Marriage is not just a legal binding of two loved ones. In reality, it takes more than two to complete a marriage. Perhaps, it also takes the toils of two great mothers.
Last Saturday marked the wedding of Mark Mezvinsky and Chelsea Clinton, the daughter of former U.S. President Bill Clinton and U.S. Secretary of State Hillary Rodham Clinton. For many, the bride may be more known than the groom. However, Mark, too, has a well-known mother, Marjorie Mezvinsky. This day, the spotlight the two strong-willed mothers received seemed as bright as the ones that shined on the bride and groom.
Marjorie Mezvinsky, now mother-in-law of Chelsea Clinton, seemed to be no ordinary mother, as the similar title goes for Hillary Clinton. Marjorie is a five-time Emmy award winner and had been working as a CBS News Foundation Fellow, and also as a television journalist at NBC for over 24 years.
During her years as a broadcast journalist in 1970, a report on Korean orphans seemed to have affected Marjorie’s adoption of Lee Heh, then a 6-year-old South Korean girl, the first-ever foreign child adoption by a single American mother. Four years later, she adopted a 4-year-old Vietnamese girl, and in 1975, married then Congressman Edward Mezvinsky.
Lee Heh Margolies was 15 when she was chosen from hundreds of applicants to join a select group of 101 congressional pages in Washington, D.C. and first appeared on the December issue of People magazine that year. Lee seemed to enjoy her popularity as she appeared on a talk show on the adoption issue, appeared on the “Free to Be You and Me” TV special, and interviewed Chicago’s late Mayor Richard M. Daley for Children’s Express magazine. In interview with People magazine, she said, “I want to become famous.”
Chelsea Clinton and Marc Mezvinksy's wedding. (Yonhap News)
The Melvinskys had two sons together, and later on adopted three more Vietnamese boys. This made 11 children in total for Marjorie, as she had four children through her former marriage.
Aside from her journalistic career and her charity work, her enthusiasm toward politics led to an exceptional relationship with the former U.S. president. In 1992, Marjorie ran for Congress in Pennsylvania and won. During those years, Marjorie received attention for her decision on Bill Clinton’s controversial 1993 budget. Marjorie was not a fan of the bill, but gave a supporting vote after Clinton’s appeal, which cost her re-election bid primarily because she cast the deciding vote for President Clinton’s tax bill, which was unpopular with her constituents.
In Bill Clinton’s 2004 Memoir “My Life,” he noted about Marjorie: “She earned an honored place in history, with a vote she shouldn’t have had to cast.”
Alongside her political achievements, she currently works as a professor at the Fels Institute of Government at the University of Pennsylvania and serves as the founder and chair of Women’s Campaign International, a group that provides advocacy training for women throughout the world.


● **Directions**
A complete and exact copy of the entries below is the expected result.

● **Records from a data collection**
·····
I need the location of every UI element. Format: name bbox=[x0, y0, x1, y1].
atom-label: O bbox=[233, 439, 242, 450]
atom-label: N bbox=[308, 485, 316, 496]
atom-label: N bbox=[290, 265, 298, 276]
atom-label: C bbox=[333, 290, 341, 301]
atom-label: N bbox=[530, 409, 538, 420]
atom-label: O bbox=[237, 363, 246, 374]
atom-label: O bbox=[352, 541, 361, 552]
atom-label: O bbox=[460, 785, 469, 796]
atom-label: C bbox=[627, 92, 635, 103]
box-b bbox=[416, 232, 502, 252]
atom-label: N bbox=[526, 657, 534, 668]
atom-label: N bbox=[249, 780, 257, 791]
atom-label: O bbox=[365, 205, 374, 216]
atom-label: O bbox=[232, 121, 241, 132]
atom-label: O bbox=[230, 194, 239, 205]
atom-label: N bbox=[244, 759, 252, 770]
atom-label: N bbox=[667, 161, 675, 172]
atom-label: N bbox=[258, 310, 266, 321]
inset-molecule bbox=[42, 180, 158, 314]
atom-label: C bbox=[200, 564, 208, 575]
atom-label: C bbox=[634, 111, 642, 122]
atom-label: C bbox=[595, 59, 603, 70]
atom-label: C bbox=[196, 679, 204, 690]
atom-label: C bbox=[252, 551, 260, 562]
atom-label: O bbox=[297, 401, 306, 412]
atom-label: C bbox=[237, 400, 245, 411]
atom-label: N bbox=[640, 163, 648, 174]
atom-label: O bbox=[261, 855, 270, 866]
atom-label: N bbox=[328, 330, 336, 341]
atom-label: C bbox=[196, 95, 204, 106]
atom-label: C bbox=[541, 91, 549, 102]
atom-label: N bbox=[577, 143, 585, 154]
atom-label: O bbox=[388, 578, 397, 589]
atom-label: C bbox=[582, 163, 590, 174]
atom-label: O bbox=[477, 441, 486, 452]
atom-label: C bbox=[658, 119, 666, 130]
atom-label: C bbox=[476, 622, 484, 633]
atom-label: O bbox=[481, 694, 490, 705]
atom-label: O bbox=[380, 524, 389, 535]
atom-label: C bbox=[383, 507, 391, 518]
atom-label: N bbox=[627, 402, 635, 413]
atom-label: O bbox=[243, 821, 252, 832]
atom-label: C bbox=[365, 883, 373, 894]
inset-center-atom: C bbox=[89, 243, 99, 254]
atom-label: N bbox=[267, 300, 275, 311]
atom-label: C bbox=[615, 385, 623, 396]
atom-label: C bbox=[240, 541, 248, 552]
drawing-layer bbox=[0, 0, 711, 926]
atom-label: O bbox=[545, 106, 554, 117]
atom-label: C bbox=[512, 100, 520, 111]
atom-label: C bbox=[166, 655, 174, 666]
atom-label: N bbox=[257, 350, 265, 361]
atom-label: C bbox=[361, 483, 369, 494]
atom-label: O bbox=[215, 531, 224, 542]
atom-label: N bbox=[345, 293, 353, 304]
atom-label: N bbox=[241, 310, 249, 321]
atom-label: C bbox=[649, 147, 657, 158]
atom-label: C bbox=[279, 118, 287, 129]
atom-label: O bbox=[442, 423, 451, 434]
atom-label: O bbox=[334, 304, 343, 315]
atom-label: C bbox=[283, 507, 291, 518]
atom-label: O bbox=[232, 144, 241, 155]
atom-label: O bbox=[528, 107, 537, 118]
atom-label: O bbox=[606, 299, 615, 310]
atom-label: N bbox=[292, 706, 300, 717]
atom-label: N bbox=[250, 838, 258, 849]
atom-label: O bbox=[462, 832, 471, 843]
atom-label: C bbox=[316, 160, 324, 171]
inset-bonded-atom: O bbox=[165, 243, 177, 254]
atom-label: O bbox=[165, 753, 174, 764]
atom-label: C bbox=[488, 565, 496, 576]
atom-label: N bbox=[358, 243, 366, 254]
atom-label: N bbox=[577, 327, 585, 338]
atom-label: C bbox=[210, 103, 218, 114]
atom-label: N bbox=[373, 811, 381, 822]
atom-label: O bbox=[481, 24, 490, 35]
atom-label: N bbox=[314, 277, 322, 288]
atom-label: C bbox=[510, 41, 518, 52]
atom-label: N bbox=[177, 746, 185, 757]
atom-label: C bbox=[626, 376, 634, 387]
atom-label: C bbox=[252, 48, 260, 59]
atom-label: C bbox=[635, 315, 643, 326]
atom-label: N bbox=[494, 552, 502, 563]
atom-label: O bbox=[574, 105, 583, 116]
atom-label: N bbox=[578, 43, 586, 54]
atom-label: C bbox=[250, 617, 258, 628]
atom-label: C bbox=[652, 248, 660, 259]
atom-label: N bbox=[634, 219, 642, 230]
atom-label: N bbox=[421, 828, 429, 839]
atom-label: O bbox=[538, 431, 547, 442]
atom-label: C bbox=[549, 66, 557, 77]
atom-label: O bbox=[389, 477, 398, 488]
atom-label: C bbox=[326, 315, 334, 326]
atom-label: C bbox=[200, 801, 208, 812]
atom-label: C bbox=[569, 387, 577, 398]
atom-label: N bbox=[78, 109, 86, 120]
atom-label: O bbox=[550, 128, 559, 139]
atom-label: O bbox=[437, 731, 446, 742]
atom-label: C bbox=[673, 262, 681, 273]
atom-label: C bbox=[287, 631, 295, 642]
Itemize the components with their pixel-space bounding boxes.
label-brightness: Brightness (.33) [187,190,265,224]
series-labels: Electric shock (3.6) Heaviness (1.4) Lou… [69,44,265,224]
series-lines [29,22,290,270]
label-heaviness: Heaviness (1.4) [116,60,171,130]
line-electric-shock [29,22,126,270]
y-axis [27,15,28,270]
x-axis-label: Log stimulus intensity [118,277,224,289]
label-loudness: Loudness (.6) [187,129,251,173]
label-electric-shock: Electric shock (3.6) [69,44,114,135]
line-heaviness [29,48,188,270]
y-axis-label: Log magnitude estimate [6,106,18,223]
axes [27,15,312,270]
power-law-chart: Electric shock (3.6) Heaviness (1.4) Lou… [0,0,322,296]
·····
● **Result of this task**
I need the location of every UI element. Format: name bbox=[x0, y0, x1, y1].
atom-label: O bbox=[233, 439, 242, 450]
atom-label: N bbox=[308, 485, 316, 496]
atom-label: N bbox=[290, 265, 298, 276]
atom-label: C bbox=[333, 290, 341, 301]
atom-label: N bbox=[530, 409, 538, 420]
atom-label: O bbox=[237, 363, 246, 374]
atom-label: O bbox=[352, 541, 361, 552]
atom-label: O bbox=[460, 785, 469, 796]
atom-label: C bbox=[627, 92, 635, 103]
box-b bbox=[416, 232, 502, 252]
atom-label: N bbox=[526, 657, 534, 668]
atom-label: N bbox=[249, 780, 257, 791]
atom-label: O bbox=[365, 205, 374, 216]
atom-label: O bbox=[232, 121, 241, 132]
atom-label: O bbox=[230, 194, 239, 205]
atom-label: N bbox=[244, 759, 252, 770]
atom-label: N bbox=[667, 161, 675, 172]
atom-label: N bbox=[258, 310, 266, 321]
inset-molecule bbox=[42, 180, 158, 314]
atom-label: C bbox=[200, 564, 208, 575]
atom-label: C bbox=[634, 111, 642, 122]
atom-label: C bbox=[595, 59, 603, 70]
atom-label: C bbox=[196, 679, 204, 690]
atom-label: C bbox=[252, 551, 260, 562]
atom-label: O bbox=[297, 401, 306, 412]
atom-label: C bbox=[237, 400, 245, 411]
atom-label: N bbox=[640, 163, 648, 174]
atom-label: O bbox=[261, 855, 270, 866]
atom-label: N bbox=[328, 330, 336, 341]
atom-label: C bbox=[196, 95, 204, 106]
atom-label: C bbox=[541, 91, 549, 102]
atom-label: N bbox=[577, 143, 585, 154]
atom-label: O bbox=[388, 578, 397, 589]
atom-label: C bbox=[582, 163, 590, 174]
atom-label: O bbox=[477, 441, 486, 452]
atom-label: C bbox=[658, 119, 666, 130]
atom-label: C bbox=[476, 622, 484, 633]
atom-label: O bbox=[481, 694, 490, 705]
atom-label: O bbox=[380, 524, 389, 535]
atom-label: C bbox=[383, 507, 391, 518]
atom-label: N bbox=[627, 402, 635, 413]
atom-label: O bbox=[243, 821, 252, 832]
atom-label: C bbox=[365, 883, 373, 894]
inset-center-atom: C bbox=[89, 243, 99, 254]
atom-label: N bbox=[267, 300, 275, 311]
atom-label: C bbox=[615, 385, 623, 396]
atom-label: C bbox=[240, 541, 248, 552]
drawing-layer bbox=[0, 0, 711, 926]
atom-label: O bbox=[545, 106, 554, 117]
atom-label: C bbox=[512, 100, 520, 111]
atom-label: C bbox=[166, 655, 174, 666]
atom-label: N bbox=[257, 350, 265, 361]
atom-label: C bbox=[361, 483, 369, 494]
atom-label: O bbox=[215, 531, 224, 542]
atom-label: N bbox=[345, 293, 353, 304]
atom-label: N bbox=[241, 310, 249, 321]
atom-label: C bbox=[649, 147, 657, 158]
atom-label: C bbox=[279, 118, 287, 129]
atom-label: O bbox=[442, 423, 451, 434]
atom-label: O bbox=[334, 304, 343, 315]
atom-label: C bbox=[283, 507, 291, 518]
atom-label: O bbox=[232, 144, 241, 155]
atom-label: O bbox=[528, 107, 537, 118]
atom-label: O bbox=[606, 299, 615, 310]
atom-label: N bbox=[292, 706, 300, 717]
atom-label: N bbox=[250, 838, 258, 849]
atom-label: O bbox=[462, 832, 471, 843]
atom-label: C bbox=[316, 160, 324, 171]
inset-bonded-atom: O bbox=[165, 243, 177, 254]
atom-label: O bbox=[165, 753, 174, 764]
atom-label: C bbox=[488, 565, 496, 576]
atom-label: N bbox=[358, 243, 366, 254]
atom-label: N bbox=[577, 327, 585, 338]
atom-label: C bbox=[210, 103, 218, 114]
atom-label: N bbox=[373, 811, 381, 822]
atom-label: O bbox=[481, 24, 490, 35]
atom-label: N bbox=[314, 277, 322, 288]
atom-label: C bbox=[510, 41, 518, 52]
atom-label: N bbox=[177, 746, 185, 757]
atom-label: C bbox=[626, 376, 634, 387]
atom-label: C bbox=[252, 48, 260, 59]
atom-label: C bbox=[635, 315, 643, 326]
atom-label: N bbox=[494, 552, 502, 563]
atom-label: O bbox=[574, 105, 583, 116]
atom-label: N bbox=[578, 43, 586, 54]
atom-label: C bbox=[250, 617, 258, 628]
atom-label: C bbox=[652, 248, 660, 259]
atom-label: N bbox=[634, 219, 642, 230]
atom-label: N bbox=[421, 828, 429, 839]
atom-label: O bbox=[538, 431, 547, 442]
atom-label: C bbox=[549, 66, 557, 77]
atom-label: O bbox=[389, 477, 398, 488]
atom-label: C bbox=[326, 315, 334, 326]
atom-label: C bbox=[200, 801, 208, 812]
atom-label: C bbox=[569, 387, 577, 398]
atom-label: N bbox=[78, 109, 86, 120]
atom-label: O bbox=[550, 128, 559, 139]
atom-label: O bbox=[437, 731, 446, 742]
atom-label: C bbox=[673, 262, 681, 273]
atom-label: C bbox=[287, 631, 295, 642]
Itemize the components with their pixel-space bounding boxes.
label-brightness: Brightness (.33) [187,190,265,224]
series-labels: Electric shock (3.6) Heaviness (1.4) Lou… [69,44,265,224]
series-lines [29,22,290,270]
label-heaviness: Heaviness (1.4) [116,60,171,130]
line-electric-shock [29,22,126,270]
y-axis [27,15,28,270]
x-axis-label: Log stimulus intensity [118,277,224,289]
label-loudness: Loudness (.6) [187,129,251,173]
label-electric-shock: Electric shock (3.6) [69,44,114,135]
line-heaviness [29,48,188,270]
y-axis-label: Log magnitude estimate [6,106,18,223]
axes [27,15,312,270]
power-law-chart: Electric shock (3.6) Heaviness (1.4) Lou… [0,0,322,296]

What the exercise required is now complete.